Home » Triathlete and distance runner promotes organ donation after traumatic accident

Triathlete and distance runner promotes organ donation after traumatic accident

By Kathie Stamps

Lisle Adams, an experienced endurance athlete, is recovering from a catastrophic accident and  is helping others in the meantime. Here he is participating in RunTheBluegrass Half Marathon.
Lisle Adams, an experienced endurance athlete, is recovering from a catastrophic accident and
is helping others in the meantime. Here he is participating in RunTheBluegrass Half Marathon.

On Sept. 13, 2016, Lisle Adams was on his way to work – he runs a Lexington wholesale company called Shuffle Bean Coffee – when he had a fender bender on a busy stretch of New Circle Road. He pulled over to check the damage. Then another driver had a seizure, drove off the road and pinned Adams between the two vehicles. The driver’s foot was still on the gas pedal.

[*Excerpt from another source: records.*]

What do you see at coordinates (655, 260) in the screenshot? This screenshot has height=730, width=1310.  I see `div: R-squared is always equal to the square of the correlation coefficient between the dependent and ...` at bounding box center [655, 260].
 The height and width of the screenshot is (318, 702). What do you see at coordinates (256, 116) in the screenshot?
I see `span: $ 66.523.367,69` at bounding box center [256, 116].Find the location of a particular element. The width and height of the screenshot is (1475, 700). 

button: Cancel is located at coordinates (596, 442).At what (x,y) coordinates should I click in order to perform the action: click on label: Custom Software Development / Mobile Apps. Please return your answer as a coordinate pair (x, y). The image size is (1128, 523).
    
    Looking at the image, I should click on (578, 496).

People stopped, broke the driver’s window and stopped the vehicle, pulled Adams away and called an ambulance. The accomplished triathlete and distance runner was rushed to the University of Kentucky Chandler Hospital, where he stayed for 16 days. His injuries included extensive soft-tissue damage to his leg, a compound fracture of the femur and a shattered pelvis, necessitating 10 different surgeries in just under eight months.

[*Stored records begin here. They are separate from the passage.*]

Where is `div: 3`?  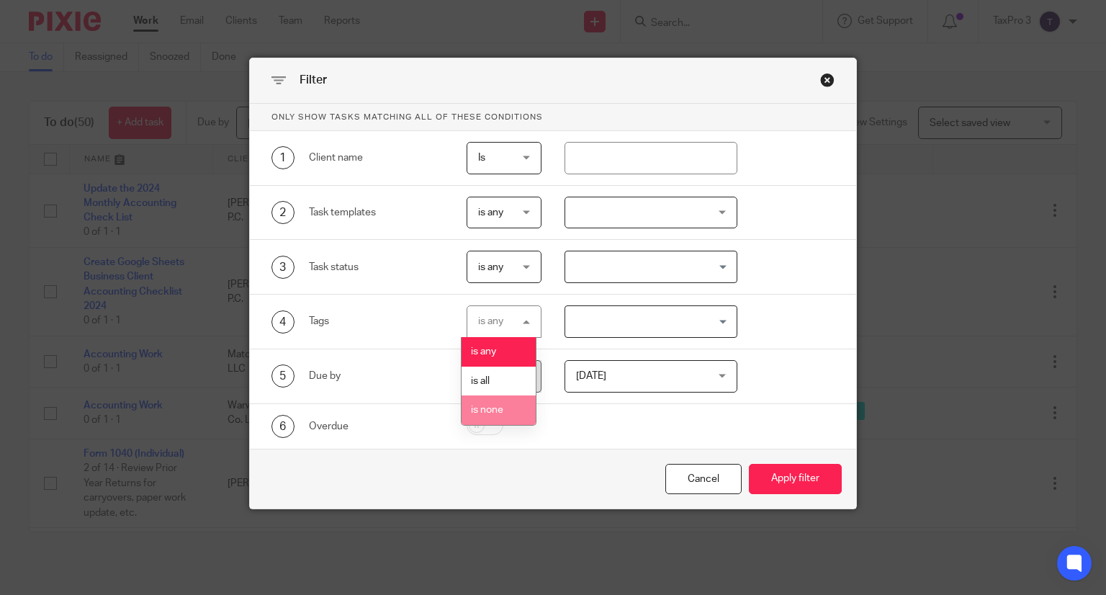
div: 3 is located at coordinates (283, 267).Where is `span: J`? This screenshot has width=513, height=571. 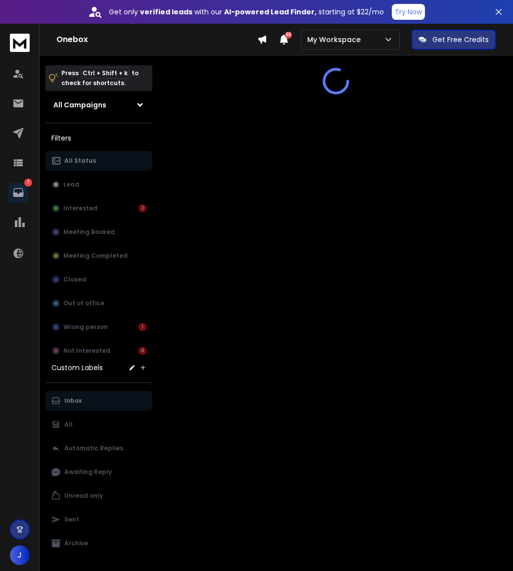
span: J is located at coordinates (20, 555).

After his hospital stay, he was bed-ridden for another two months. Being incapacitated for so long was difficult for someone so active. He swam for Transylvania University while majoring in accounting from 2005 to ’09, cross-trained during the summers with cycling, then took up running after college and wound up competing in 5K races, sprints, Olympic-distance triathlons, nine marathons and two half-Ironman competitions.

Adams, married to Chrissie Adams, had wanted to have an Ironman triathlon under his belt before he turned 30, so last year he registered for Ironman Maryland. It was set to take place on Oct. 1, six days before his 30th birthday.

On that Tuesday morning in September as he left for work, with his dream goal only two-and-a-half weeks and 600 miles away, Adams had no idea his life would change so drastically.

“I had 11 blood transfusions, and am still anticipating the eventual use of donor tendons to fix my ACL and PCL ligaments,” he said.

Through his “Titanium Man” blog he is chronicling his recovery and training schedule as he prepares for the Gift of Life 5K at College Park in Winchester, Ky., on Sept. 16.

“That’s the first race on my books,” he said. “That’s the first one I have scheduled for this comeback.”

The 5K benefits the Trust for Life program, created in 1992 by the Kentucky Association of Circuit Court Clerks, and Clark County’s Arthur Walson in particular. As circuit clerk, Walson had the idea for people to become organ donors via their drivers’ licenses. The plan was implemented and has become a national model for organ donor registries. In Clark County, 88.9 percent of the eligible population is on the registry as organ donors.

Paula Joslin, Walson’s niece and current Clark County Circuit Clerk, has known Adams all his life. She is friends with his mother, who is a retired circuit judge.

“The whole community was shocked by his accident and has followed his recovery,” said Joslin, who is also president of Trust for Life’s board of directors.

“I try to ensure all 120 counties are actively promoting Trust for Life and help new circuit clerks become familiar with the program,” she said.

Because of his receipt of blood and eventual tendons and his affiliation with his aunt, Clark County Deputy Clerk Charla Hylton, Adams – who calls himself a “proud Clark Countian” – was named the chairperson for the Gift of Life 5K.

“Every day when I wake up, I can make the decision to work to get better or sit here and stay the same and get worse,” he said. “I have so many people rooting for me. As long as you know you’ll get better you’ll get through.”

The next time you get your license renewed at a circuit clerk’s office, you can become a registered organ donor through the Trust for Life program. Every 10 minutes, someone is added to the nation’s organ transplant waiting list. One tissue donor can help 75 people. Visit trustforlife.org.